By Mindy Rubenstein, Times Correspondent
Friday, November 12, 2010
Rosemarie Glade recovered from drugs but thought her smile was disgusting. Through discounted dental care, Tom Lane of SmileFaith Foundation helped get her smile back.
NEW PORT RICHEY — Rosemarie Glade had finally turned her life around. She was off drugs, she had a job, a home and was back with her young daughter — but she still didn't feel good about herself.
"I got sober, but I still had the rotten teeth," said Glade, 29, who now lives in Brooksville. "I started getting things back when I got sober, but I couldn't smile. It was just disgusting."
That's when Tom Lane stepped in to help, and SmileFaith Foundation was born.
The New Port Richey-based nonprofit organization he started last year gives free or discounted dental care, as well as spiritual counseling, to people who have struggled and turned their lives around. In addition to former drug addicts, the foundation helps people who have lost teeth due to abuse or from automobile or sports accidents. The service provides not just basic care, but also cosmetic work.

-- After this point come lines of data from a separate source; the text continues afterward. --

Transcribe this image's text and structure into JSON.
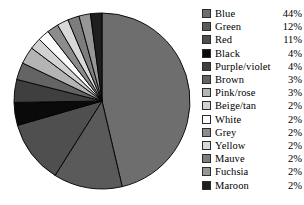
{
  "chart_data": {
    "type": "pie",
    "title": "",
    "subtitle": "",
    "xlabel": "",
    "ylabel": "",
    "legend_position": "right",
    "grid": false,
    "start_angle_deg": 0,
    "direction": "clockwise",
    "categories": [
      "Blue",
      "Green",
      "Red",
      "Black",
      "Purple/violet",
      "Brown",
      "Pink/rose",
      "Beige/tan",
      "White",
      "Grey",
      "Yellow",
      "Mauve",
      "Fuchsia",
      "Maroon"
    ],
    "values": [
      44,
      12,
      11,
      4,
      4,
      3,
      3,
      2,
      2,
      2,
      2,
      2,
      2,
      2
    ],
    "value_labels": [
      "44%",
      "12%",
      "11%",
      "4%",
      "4%",
      "3%",
      "3%",
      "2%",
      "2%",
      "2%",
      "2%",
      "2%",
      "2%",
      "2%"
    ],
    "unit": "%",
    "slice_colors": [
      "#6e6e6e",
      "#5a5a5a",
      "#4f4f4f",
      "#0a0a0a",
      "#3f3f3f",
      "#646464",
      "#b4b4b4",
      "#d2d2d2",
      "#fbfbfb",
      "#8c8c8c",
      "#d8d8d8",
      "#7d7d7d",
      "#969696",
      "#1e1e1e"
    ],
    "slice_outline_color": "#000000"
  },
  "legend": {
    "rows": [
      {
        "label": "Blue",
        "value": "44%",
        "swatch": "#6e6e6e"
      },
      {
        "label": "Green",
        "value": "12%",
        "swatch": "#5a5a5a"
      },
      {
        "label": "Red",
        "value": "11%",
        "swatch": "#4f4f4f"
      },
      {
        "label": "Black",
        "value": "4%",
        "swatch": "#0a0a0a"
      },
      {
        "label": "Purple/violet",
        "value": "4%",
        "swatch": "#3f3f3f"
      },
      {
        "label": "Brown",
        "value": "3%",
        "swatch": "#646464"
      },
      {
        "label": "Pink/rose",
        "value": "3%",
        "swatch": "#b4b4b4"
      },
      {
        "label": "Beige/tan",
        "value": "2%",
        "swatch": "#d2d2d2"
      },
      {
        "label": "White",
        "value": "2%",
        "swatch": "#fbfbfb"
      },
      {
        "label": "Grey",
        "value": "2%",
        "swatch": "#8c8c8c"
      },
      {
        "label": "Yellow",
        "value": "2%",
        "swatch": "#d8d8d8"
      },
      {
        "label": "Mauve",
        "value": "2%",
        "swatch": "#7d7d7d"
      },
      {
        "label": "Fuchsia",
        "value": "2%",
        "swatch": "#969696"
      },
      {
        "label": "Maroon",
        "value": "2%",
        "swatch": "#1e1e1e"
      }
    ]
  },
  "geometry": {
    "center_x": 102,
    "center_y": 101,
    "radius": 88
  }
}
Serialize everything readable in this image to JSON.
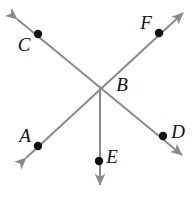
{
  "figure": {
    "type": "geometry-diagram",
    "canvas": {
      "width": 196,
      "height": 199
    },
    "background_color": "#ffffff",
    "line_color": "#8a8a8a",
    "point_color": "#111111",
    "label_color": "#101010",
    "line_width": 2,
    "point_radius": 4.2,
    "labels": {
      "a": "A",
      "b": "B",
      "c": "C",
      "d": "D",
      "e": "E",
      "f": "F"
    },
    "points": [
      {
        "name": "A",
        "label": "A",
        "x": 38,
        "y": 146,
        "label_x": 25,
        "label_y": 138
      },
      {
        "name": "B",
        "label": "B",
        "x": 100,
        "y": 86,
        "label_x": 122,
        "label_y": 87,
        "is_intersection": true,
        "has_dot": false
      },
      {
        "name": "C",
        "label": "C",
        "x": 38,
        "y": 34,
        "label_x": 24,
        "label_y": 47
      },
      {
        "name": "D",
        "label": "D",
        "x": 163,
        "y": 136,
        "label_x": 178,
        "label_y": 134
      },
      {
        "name": "E",
        "label": "E",
        "x": 99,
        "y": 161,
        "label_x": 112,
        "label_y": 159
      },
      {
        "name": "F",
        "label": "F",
        "x": 159,
        "y": 33,
        "label_x": 146,
        "label_y": 25
      }
    ],
    "lines": [
      {
        "name": "line-CD",
        "through": [
          "C",
          "B",
          "D"
        ],
        "x1": 17,
        "y1": 19,
        "x2": 182,
        "y2": 155,
        "arrow_start": true,
        "arrow_end": true
      },
      {
        "name": "line-AF",
        "through": [
          "A",
          "B",
          "F"
        ],
        "x1": 26,
        "y1": 158,
        "x2": 183,
        "y2": 13,
        "arrow_start": true,
        "arrow_end": true
      },
      {
        "name": "ray-BE",
        "through": [
          "B",
          "E"
        ],
        "x1": 100,
        "y1": 86,
        "x2": 100,
        "y2": 185,
        "arrow_start": false,
        "arrow_end": true
      }
    ]
  }
}
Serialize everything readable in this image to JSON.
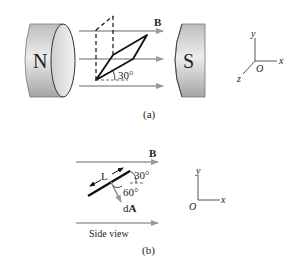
{
  "figure_a": {
    "caption": "(a)",
    "north_pole_label": "N",
    "south_pole_label": "S",
    "field_label": "B",
    "angle_label": "30°",
    "axes": {
      "x": "x",
      "y": "y",
      "z": "z",
      "origin": "O"
    }
  },
  "figure_b": {
    "caption": "(b)",
    "field_label": "B",
    "length_label": "L",
    "angle_top_label": "30°",
    "angle_normal_label": "60°",
    "area_vector_label_prefix": "d",
    "area_vector_label_bold": "A",
    "view_label": "Side view",
    "axes": {
      "x": "x",
      "y": "y",
      "origin": "O"
    }
  },
  "colors": {
    "magnet_light": "#e6e6e6",
    "magnet_dark": "#a9a9a9",
    "field_arrow": "#9a9a9a",
    "line": "#111111"
  }
}
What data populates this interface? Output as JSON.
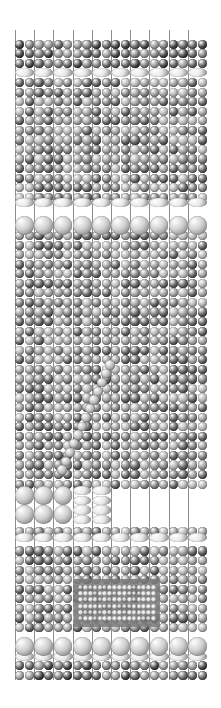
{
  "figure": {
    "domain": "crystal-lattice-visualization",
    "render_style": "space-filling-ball-and-stick",
    "colorspace": "grayscale",
    "background": "#ffffff",
    "canvas": {
      "width": 221,
      "height": 708
    }
  },
  "lattice": {
    "origin": {
      "x": 15,
      "y": 30
    },
    "extent": {
      "width": 192,
      "height": 650
    },
    "columns": 20,
    "rows": 68,
    "col_spacing": 9.6,
    "row_spacing": 9.56,
    "supercell_columns": 10,
    "supercell_col_spacing": 19.2,
    "base_atom_radius": 4.6,
    "bond_color": "#8e8e8e",
    "bond_width": 1
  },
  "palette": {
    "bulk_dark": "#6e6e6e",
    "bulk_mid": "#8a8a8a",
    "bulk_light": "#a6a6a6",
    "bulk_pale": "#bdbdbd",
    "interface_bright": "#e8e8e8",
    "large_sphere": "#cfcfcf",
    "inclusion": "#e0e0e0",
    "dislocation": "#c4c4c4",
    "outline": "#4a4a4a",
    "highlight": "#ffffff",
    "accent_region": "#7a7a7a"
  },
  "layers": [
    {
      "name": "top-bond-fringe",
      "y": 30,
      "height": 10,
      "kind": "bonds-only",
      "label": "top surface bonds"
    },
    {
      "name": "top-bulk-slab",
      "y": 40,
      "height": 28,
      "kind": "bulk",
      "tone": "bulk_dark",
      "label": "upper dark slab"
    },
    {
      "name": "interface-layer-1",
      "y": 68,
      "height": 9,
      "kind": "flat-ellipse-row",
      "tone": "interface_bright",
      "label": "bright interface layer 1"
    },
    {
      "name": "mid-bulk-slab-1",
      "y": 77,
      "height": 110,
      "kind": "bulk",
      "tone": "bulk_mid",
      "label": "mid bulk slab A"
    },
    {
      "name": "interface-layer-2",
      "y": 198,
      "height": 9,
      "kind": "flat-ellipse-row",
      "tone": "interface_bright",
      "label": "bright interface layer 2"
    },
    {
      "name": "large-sphere-row-1",
      "y": 216,
      "height": 19,
      "kind": "large-sphere-row",
      "tone": "large_sphere",
      "label": "large cation row 1"
    },
    {
      "name": "mid-bulk-slab-2",
      "y": 236,
      "height": 250,
      "kind": "bulk",
      "tone": "bulk_mid",
      "label": "mid bulk slab B"
    },
    {
      "name": "large-sphere-row-2",
      "y": 486,
      "height": 38,
      "kind": "large-sphere-block",
      "tone": "large_sphere",
      "label": "large cation block"
    },
    {
      "name": "interface-layer-3",
      "y": 533,
      "height": 9,
      "kind": "flat-ellipse-row",
      "tone": "interface_bright",
      "label": "bright interface layer 3"
    },
    {
      "name": "lower-bulk-slab",
      "y": 552,
      "height": 84,
      "kind": "bulk",
      "tone": "bulk_mid",
      "label": "lower bulk slab"
    },
    {
      "name": "large-sphere-row-3",
      "y": 637,
      "height": 19,
      "kind": "large-sphere-row",
      "tone": "large_sphere",
      "label": "large cation row 2"
    },
    {
      "name": "interface-layer-4",
      "y": 652,
      "height": 9,
      "kind": "flat-ellipse-row",
      "tone": "interface_bright",
      "label": "bright interface layer 4"
    },
    {
      "name": "bottom-bulk-slab",
      "y": 660,
      "height": 20,
      "kind": "bulk",
      "tone": "bulk_dark",
      "label": "bottom dark slab"
    }
  ],
  "features": [
    {
      "name": "dislocation-streak",
      "type": "diagonal-defect",
      "label": "diagonal dislocation line",
      "tone": "dislocation",
      "start": {
        "x": 110,
        "y": 365
      },
      "end": {
        "x": 62,
        "y": 470
      },
      "atom_count": 13,
      "slope": -2.2
    },
    {
      "name": "bright-inclusion",
      "type": "rectangular-inclusion",
      "label": "embedded bright nano-inclusion",
      "tone": "inclusion",
      "frame_tone": "accent_region",
      "x": 78,
      "y": 584,
      "width": 78,
      "height": 38,
      "columns": 16,
      "rows": 6,
      "atom_radius": 2.4
    },
    {
      "name": "ellipsoid-cluster",
      "type": "flattened-ellipsoid-patch",
      "label": "flattened ellipsoid cluster",
      "tone": "interface_bright",
      "x": 86,
      "y": 486,
      "width": 38,
      "height": 38,
      "columns": 2,
      "rows": 4
    }
  ],
  "chart_data": {
    "type": "heatmap",
    "title": "",
    "xlabel": "",
    "ylabel": "",
    "grid": false,
    "legend": "none",
    "columns": 20,
    "rows": 68,
    "xlim": [
      0,
      20
    ],
    "ylim": [
      0,
      68
    ],
    "value_range": [
      0.28,
      0.95
    ],
    "row_profile": [
      0.36,
      0.36,
      0.36,
      0.4,
      0.92,
      0.48,
      0.5,
      0.52,
      0.54,
      0.52,
      0.5,
      0.52,
      0.54,
      0.56,
      0.54,
      0.52,
      0.5,
      0.52,
      0.93,
      0.46,
      0.84,
      0.84,
      0.5,
      0.52,
      0.54,
      0.52,
      0.5,
      0.48,
      0.5,
      0.52,
      0.54,
      0.56,
      0.54,
      0.52,
      0.5,
      0.52,
      0.54,
      0.56,
      0.58,
      0.56,
      0.54,
      0.52,
      0.5,
      0.52,
      0.54,
      0.56,
      0.54,
      0.52,
      0.5,
      0.48,
      0.82,
      0.82,
      0.8,
      0.92,
      0.44,
      0.48,
      0.5,
      0.52,
      0.54,
      0.56,
      0.58,
      0.6,
      0.84,
      0.84,
      0.93,
      0.4,
      0.38,
      0.36
    ]
  }
}
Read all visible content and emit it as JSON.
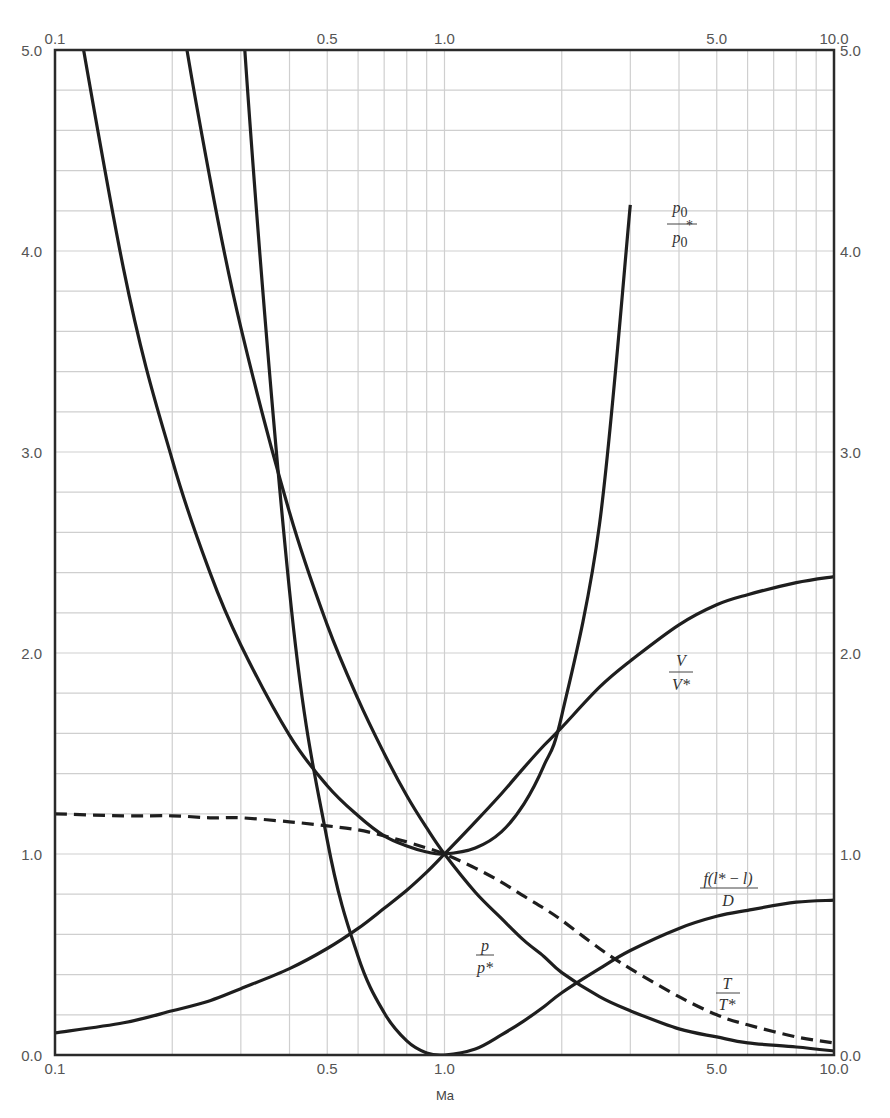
{
  "chart_data": {
    "type": "line",
    "title": "",
    "xlabel": "Ma",
    "ylabel": "",
    "x_scale": "log",
    "xlim": [
      0.1,
      10.0
    ],
    "ylim": [
      0.0,
      5.0
    ],
    "grid": true,
    "legend": "inline curve labels",
    "x_tick_labels_bottom": [
      "0.1",
      "0.5",
      "1.0",
      "5.0",
      "10.0"
    ],
    "x_tick_labels_top": [
      "0.1",
      "0.5",
      "1.0",
      "5.0",
      "10.0"
    ],
    "x_tick_values": [
      0.1,
      0.5,
      1.0,
      5.0,
      10.0
    ],
    "y_tick_labels_left": [
      "0.0",
      "1.0",
      "2.0",
      "3.0",
      "4.0",
      "5.0"
    ],
    "y_tick_labels_right": [
      "0.0",
      "1.0",
      "2.0",
      "3.0",
      "4.0",
      "5.0"
    ],
    "y_tick_values": [
      0,
      1,
      2,
      3,
      4,
      5
    ],
    "x": [
      0.1,
      0.15,
      0.2,
      0.25,
      0.3,
      0.4,
      0.5,
      0.6,
      0.7,
      0.8,
      0.9,
      1.0,
      1.2,
      1.4,
      1.6,
      1.8,
      2.0,
      2.5,
      3.0,
      4.0,
      5.0,
      6.0,
      8.0,
      10.0
    ],
    "series": [
      {
        "name": "p0/p0*",
        "label": "p0/p0*",
        "style": "solid",
        "values": [
          5.82,
          3.91,
          2.96,
          2.4,
          2.04,
          1.59,
          1.34,
          1.19,
          1.09,
          1.04,
          1.01,
          1.0,
          1.03,
          1.11,
          1.25,
          1.44,
          1.69,
          2.64,
          4.23,
          null,
          null,
          null,
          null,
          null
        ]
      },
      {
        "name": "p/p*",
        "label": "p/p*",
        "style": "solid",
        "values": [
          10.94,
          7.29,
          5.46,
          4.36,
          3.62,
          2.7,
          2.14,
          1.77,
          1.5,
          1.29,
          1.13,
          1.0,
          0.81,
          0.68,
          0.57,
          0.49,
          0.41,
          0.29,
          0.22,
          0.13,
          0.09,
          0.06,
          0.04,
          0.02
        ]
      },
      {
        "name": "f(l*-l)/D",
        "label": "f(l*-l)/D",
        "style": "solid",
        "values": [
          66.92,
          27.93,
          14.53,
          8.48,
          5.3,
          2.31,
          1.07,
          0.49,
          0.21,
          0.07,
          0.01,
          0.0,
          0.03,
          0.1,
          0.17,
          0.24,
          0.31,
          0.43,
          0.52,
          0.63,
          0.69,
          0.72,
          0.76,
          0.77
        ]
      },
      {
        "name": "V/V*",
        "label": "V/V*",
        "style": "solid",
        "values": [
          0.11,
          0.16,
          0.22,
          0.27,
          0.33,
          0.43,
          0.53,
          0.63,
          0.73,
          0.82,
          0.91,
          1.0,
          1.16,
          1.3,
          1.43,
          1.54,
          1.63,
          1.83,
          1.96,
          2.14,
          2.24,
          2.29,
          2.35,
          2.38
        ]
      },
      {
        "name": "T/T*",
        "label": "T/T*",
        "style": "dashed",
        "values": [
          1.2,
          1.19,
          1.19,
          1.18,
          1.18,
          1.16,
          1.14,
          1.12,
          1.09,
          1.06,
          1.03,
          1.0,
          0.93,
          0.86,
          0.79,
          0.73,
          0.67,
          0.53,
          0.43,
          0.29,
          0.2,
          0.15,
          0.09,
          0.06
        ]
      }
    ],
    "annotations": [
      {
        "text": "p0 / p0*",
        "x": 4.3,
        "y": 4.15
      },
      {
        "text": "V / V*",
        "x": 4.9,
        "y": 2.05
      },
      {
        "text": "f(l* - l) / D",
        "x": 7.0,
        "y": 0.87
      },
      {
        "text": "p / p*",
        "x": 1.45,
        "y": 0.53
      },
      {
        "text": "T / T*",
        "x": 7.2,
        "y": 0.4
      }
    ]
  },
  "labels": {
    "xlabel": "Ma",
    "p0_num": "p",
    "p0_num_sub": "0",
    "p0_den": "p",
    "p0_den_sub": "0",
    "p0_den_sup": "*",
    "v_num": "V",
    "v_den": "V*",
    "f_num": "f(l* − l)",
    "f_den": "D",
    "p_num": "p",
    "p_den": "p*",
    "t_num": "T",
    "t_den": "T*"
  }
}
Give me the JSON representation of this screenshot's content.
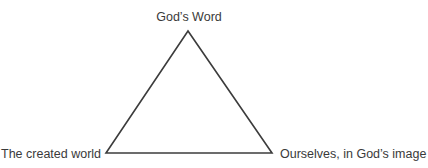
{
  "diagram": {
    "type": "triangle",
    "stroke_color": "#3c3c3c",
    "vertices": {
      "top": {
        "label": "God’s Word"
      },
      "bottom_left": {
        "label": "The created world"
      },
      "bottom_right": {
        "label": "Ourselves, in God’s image"
      }
    }
  }
}
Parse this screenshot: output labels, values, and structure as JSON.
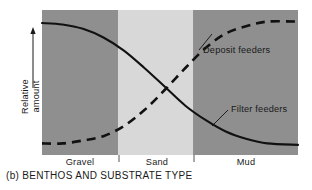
{
  "caption": "(b) BENTHOS AND SUBSTRATE TYPE",
  "axes": {
    "y_label_line1": "Relative",
    "y_label_line2": "amount",
    "y_label": "Relative amount",
    "y_arrow_icon": "up-arrow-icon"
  },
  "series_labels": {
    "deposit": "Deposit feeders",
    "filter": "Filter feeders"
  },
  "colors": {
    "gravel_band": "#8f8f8f",
    "sand_band": "#d8d8d8",
    "mud_band": "#8f8f8f",
    "curve": "#111111",
    "text": "#1a1a1a",
    "background": "#ffffff"
  },
  "chart_data": {
    "type": "line",
    "title": "(b) BENTHOS AND SUBSTRATE TYPE",
    "xlabel": "",
    "ylabel": "Relative amount",
    "grid": false,
    "legend": "inline-annotations",
    "xlim": [
      0,
      100
    ],
    "ylim": [
      0,
      100
    ],
    "x_categories": [
      "Gravel",
      "Sand",
      "Mud"
    ],
    "x_category_bands": [
      {
        "name": "Gravel",
        "x_start": 0,
        "x_end": 29.7,
        "fill": "#8f8f8f"
      },
      {
        "name": "Sand",
        "x_start": 29.7,
        "x_end": 59.0,
        "fill": "#d8d8d8"
      },
      {
        "name": "Mud",
        "x_start": 59.0,
        "x_end": 100,
        "fill": "#8f8f8f"
      }
    ],
    "series": [
      {
        "name": "Filter feeders",
        "style": "solid",
        "x": [
          0,
          8,
          16,
          24,
          32,
          40,
          48,
          56,
          64,
          72,
          80,
          88,
          100
        ],
        "values": [
          91,
          90,
          87,
          81,
          72,
          60,
          47,
          34,
          24,
          16,
          11,
          8,
          7
        ]
      },
      {
        "name": "Deposit feeders",
        "style": "dashed",
        "x": [
          0,
          8,
          16,
          24,
          32,
          40,
          48,
          56,
          64,
          72,
          80,
          88,
          100
        ],
        "values": [
          8,
          8,
          10,
          13,
          20,
          31,
          45,
          60,
          74,
          84,
          89,
          92,
          92
        ]
      }
    ],
    "annotations": [
      {
        "text": "Deposit feeders",
        "x": 63,
        "y": 78,
        "leader": true
      },
      {
        "text": "Filter feeders",
        "x": 66,
        "y": 32,
        "leader": true
      }
    ]
  }
}
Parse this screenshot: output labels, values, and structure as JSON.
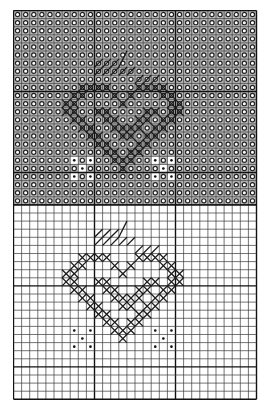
{
  "diagram": {
    "type": "cross-stitch-chart",
    "columns": 30,
    "cell_size": 8.1,
    "major_grid_every": 10,
    "colors": {
      "grid_minor": "#3a3a3a",
      "grid_major": "#111111",
      "shaded_fill": "#b8b8b8",
      "symbol_o": "#222222",
      "cross": "#1a1a1a",
      "backstitch": "#1a1a1a",
      "dot": "#111111"
    },
    "sections": [
      {
        "name": "shaded-chart",
        "rows": 24,
        "background_symbol": "o",
        "shaded": true,
        "heart_offset": [
          5,
          4
        ],
        "unshaded_cells_note": "diamond interior and dot cells shown without o-symbol"
      },
      {
        "name": "plain-chart",
        "rows": 24,
        "background_symbol": "",
        "shaded": false,
        "heart_offset": [
          5,
          1
        ]
      }
    ],
    "heart": {
      "cross_cells": [
        [
          3,
          5
        ],
        [
          4,
          5
        ],
        [
          5,
          5
        ],
        [
          6,
          5
        ],
        [
          10,
          5
        ],
        [
          11,
          5
        ],
        [
          12,
          5
        ],
        [
          13,
          5
        ],
        [
          2,
          6
        ],
        [
          3,
          6
        ],
        [
          7,
          6
        ],
        [
          9,
          6
        ],
        [
          13,
          6
        ],
        [
          14,
          6
        ],
        [
          1,
          7
        ],
        [
          2,
          7
        ],
        [
          8,
          7
        ],
        [
          14,
          7
        ],
        [
          15,
          7
        ],
        [
          1,
          8
        ],
        [
          2,
          8
        ],
        [
          5,
          8
        ],
        [
          6,
          8
        ],
        [
          11,
          8
        ],
        [
          12,
          8
        ],
        [
          14,
          8
        ],
        [
          15,
          8
        ],
        [
          2,
          9
        ],
        [
          3,
          9
        ],
        [
          6,
          9
        ],
        [
          7,
          9
        ],
        [
          10,
          9
        ],
        [
          11,
          9
        ],
        [
          13,
          9
        ],
        [
          14,
          9
        ],
        [
          3,
          10
        ],
        [
          4,
          10
        ],
        [
          7,
          10
        ],
        [
          8,
          10
        ],
        [
          9,
          10
        ],
        [
          10,
          10
        ],
        [
          12,
          10
        ],
        [
          13,
          10
        ],
        [
          4,
          11
        ],
        [
          5,
          11
        ],
        [
          8,
          11
        ],
        [
          9,
          11
        ],
        [
          11,
          11
        ],
        [
          12,
          11
        ],
        [
          5,
          12
        ],
        [
          6,
          12
        ],
        [
          10,
          12
        ],
        [
          11,
          12
        ],
        [
          6,
          13
        ],
        [
          7,
          13
        ],
        [
          9,
          13
        ],
        [
          10,
          13
        ],
        [
          7,
          14
        ],
        [
          8,
          14
        ],
        [
          9,
          14
        ],
        [
          8,
          15
        ]
      ],
      "backstitch_lines": [
        [
          [
            5,
            3
          ],
          [
            6,
            2
          ]
        ],
        [
          [
            6,
            3
          ],
          [
            7,
            2
          ]
        ],
        [
          [
            7,
            3
          ],
          [
            8,
            2
          ]
        ],
        [
          [
            8,
            3
          ],
          [
            9,
            1
          ]
        ],
        [
          [
            5,
            4
          ],
          [
            6,
            3
          ]
        ],
        [
          [
            6,
            4
          ],
          [
            7,
            3
          ]
        ],
        [
          [
            7,
            4
          ],
          [
            8,
            3
          ]
        ],
        [
          [
            8,
            4
          ],
          [
            9,
            3
          ]
        ],
        [
          [
            9,
            4
          ],
          [
            10,
            3
          ]
        ],
        [
          [
            10,
            5
          ],
          [
            11,
            4
          ]
        ],
        [
          [
            11,
            5
          ],
          [
            12,
            4
          ]
        ],
        [
          [
            12,
            5
          ],
          [
            13,
            4
          ]
        ]
      ],
      "dot_cells": [
        [
          2,
          14
        ],
        [
          4,
          14
        ],
        [
          3,
          15
        ],
        [
          2,
          16
        ],
        [
          4,
          16
        ],
        [
          12,
          14
        ],
        [
          14,
          14
        ],
        [
          13,
          15
        ],
        [
          12,
          16
        ],
        [
          14,
          16
        ]
      ]
    }
  }
}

So far, it has given new smiles to 15 people and four more are in the works.
Lane owns Healthcare National Marketing in New Port Richey, selling dental insurance plans.
When Glade got sober and out of rehab, she had just taken a job with his company, standing on the side of U.S. 19 with a sign advertising "$5 co-pays.''
"Ironically enough I was the 'tooth fairy,' " she says now, laughing about her unofficial job title.
Even with the insurance plan that Lane gave her for free, the cost for her extensive dental care would still be several thousand dollars, and she simply couldn't afford it. So Lane applied for grant money, and then approached her dentist and asked for a further discount.
"Being in the dental insurance business I saw a lot of people who couldn't afford the insurance and dental work," Lane said. "People who had struggled through drug addiction, even though they had an inward change, they still had the outward appearance. That's how SmileFaith came about."
People can get free dental care elsewhere, Lane said, like through the Health Department, but generally you have to wait a long time and they only offer basic services like fillings and pulling teeth.
"You're hard-pressed to find someone to give you a full smile back," said Dr. Mike O'Connell, the program's executive director and a pastor. "SmileFaith goes the full mile and actually gives the person a full smile."
It's a community effort, and the program elicits help from local churches and dentists, even the patient's employer if necessary. "We like to get the whole community to share in the process," said O'Connell, who came on board full time a few months ago.
Lane had been a chaplain in the Navy and served as a full-time minister locally, most recently as the pastor for the snow birds at Holiday Travel Park.
He retired to put more time into SmileFaith.
SmileFaith contacted places like the Salvation Army Spouse Center, the Volunteer Way of New Port Richey, Pasco County Treatment Court, as well as local churches, including St. George Greek Orthodox Church and First United Methodist in New Port Richey.
"That's what we want to try to do, to get people to care about others out there," Lane said.
People in the community nominate others for SmileFaith's services, and you can't nominate yourself, he said. The money is paid directly to the dentist.
"It's been a tremendous thing," Lane said. "I've just been so impressed with how it affects people. They look you in the eye and don't mind grinning. It's amazing. There's a lot of them out there."
Jeanne Coulter, director of the Salvation Army Social Service program in Port Richey, met a man who had ended up in the emergency room for an abscessed tooth. He had collapsed from the pain and later came to her. She had just heard about SmileFaith and referred the man to the service.
"They took care of him right a way," Coulter said. "It's a blessing to have such an organization out there who can help these people who have no money who are walking around with abscesses for so long."
But the real result, she said, runs much deeper. "That outreach really turned this man's life around. He smiles, he has no pain in his mouth. He's just like a new person. It's a remarkable story."
Glade looks back at pictures of herself with her top lip covering her teeth because she was too embarrassed to smile. But things are different now. She smiles big, and proud. Now she's even helping others through the SmileFaith process. She can relate to where they've been. "It's so shameful," she said, "you're just so disgusted.
"It's so much different today. Even right after I had gotten the work done, I still didn't know how to smile. It took a while to adjust, that's just how deep those issues are."
Glade said she feels blessed to have come so far.
"I definitely believe it was God who got me where I am today."